TY - GEN
T1 - Spanish Language and Literature
T2 - Encyclopedia of Sciences and Religions
AU - Hamilton, Michelle M
A2 - Oviedo, Lluis
N1 - Type: Reference Work
PY - 2014
Y1 - 2014
N2 - Spanish language and literature, broadly defined, have a long history of engagement with religious and scientific thought. The Iberian Peninsula was an important Roman colony and home to well-known scholars of Antiquity including Seneca. The Middle Ages witnessed a cultural flourishing in Iberia marked by significant advancements in literature, language study, and in scientific and religious thought, producing some of the most influential Arab and Jewish thinkers of the period. Medieval and early modern Christian leaders and scholars, in both the Iberian Peninsula and beyond, were deeply indebted to the work of these Muslim and Jewish scholars from Spain, and their interpretations of and original writings based on the ideas of Aristotle bear the mark of these earlier generations of Arab and Jewish philosophers and exegetes. The age of Spanish imperialism and conquest (16th-18th centuries) is characterized by the humanism of Western Europe, but also the realities, aspirations and even anxieties of imperial expansion, framed by many Spanish intellectuals of the period as an expression of the will of God. The early modern period also witnessed advances in the study of the Spanish language as it became a tool for proselytization in new colonial territories. The fall of the Spanish Empire and loss of its colonies provoked a profound crisis in Spanish intellectual circles, and many Spanish thinkers of the nineteenth and early twentieth centuries looked to the literary production of earlier periods both for the reasons of the waning of Spanish political and cultural influence and for the creation of a modern national “Spanish” European identity. Nineteenth- and twentieth-century intellectuals in the former Spanish colonies of Latin America adopted European Enlightenment discourses as they forged literatures of independence. The twentieth century is defined in Spain by the fascist dictatorship of Francisco Franco and much of the literary production of the period reflects his image of an orthodox Catholic nation. Since Franco’s death in 1975 religion has played a significantly lesser role in Spanish literature as Spain has taken the forefront among European nations in innovative scientific research. However, increased immigration from Africa, the Madrid train bombings of 2004, and Spanish involvement in Iraq as an ally of the U.S., have precipitated a pro-Christian, anti-Islamic reaction among some Spanish scholars and in public discourse.
AB - Spanish language and literature, broadly defined, have a long history of engagement with religious and scientific thought.
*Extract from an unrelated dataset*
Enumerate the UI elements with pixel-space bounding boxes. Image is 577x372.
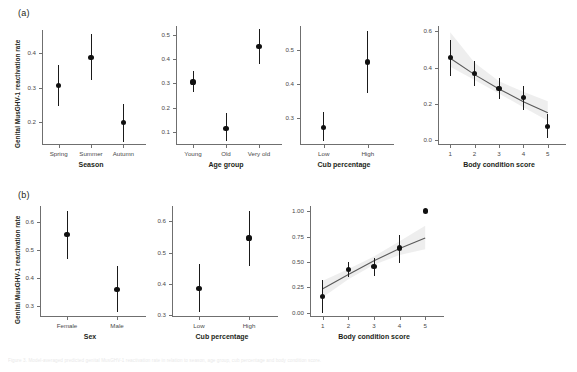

The Iberian Peninsula was an important Roman colony and home to well-known scholars of Antiquity including Seneca. The Middle Ages witnessed a cultural flourishing in Iberia marked by significant advancements in literature, language study, and in scientific and religious thought, producing some of the most influential Arab and Jewish thinkers of the period. Medieval and early modern Christian leaders and scholars, in both the Iberian Peninsula and beyond, were deeply indebted to the work of these Muslim and Jewish scholars from Spain, and their interpretations of and original writings based on the ideas of Aristotle bear the mark of these earlier generations of Arab and Jewish philosophers and exegetes. The age of Spanish imperialism and conquest (16th-18th centuries) is characterized by the humanism of Western Europe, but also the realities, aspirations and even anxieties of imperial expansion, framed by many Spanish intellectuals of the period as an expression of the will of God. The early modern period also witnessed advances in the study of the Spanish language as it became a tool for proselytization in new colonial territories. The fall of the Spanish Empire and loss of its colonies provoked a profound crisis in Spanish intellectual circles, and many Spanish thinkers of the nineteenth and early twentieth centuries looked to the literary production of earlier periods both for the reasons of the waning of Spanish political and cultural influence and for the creation of a modern national “Spanish” European identity. Nineteenth- and twentieth-century intellectuals in the former Spanish colonies of Latin America adopted European Enlightenment discourses as they forged literatures of independence. The twentieth century is defined in Spain by the fascist dictatorship of Francisco Franco and much of the literary production of the period reflects his image of an orthodox Catholic nation. Since Franco’s death in 1975 religion has played a significantly lesser role in Spanish literature as Spain has taken the forefront among European nations in innovative scientific research. However, increased immigration from Africa, the Madrid train bombings of 2004, and Spanish involvement in Iraq as an ally of the U.S., have precipitated a pro-Christian, anti-Islamic reaction among some Spanish scholars and in public discourse.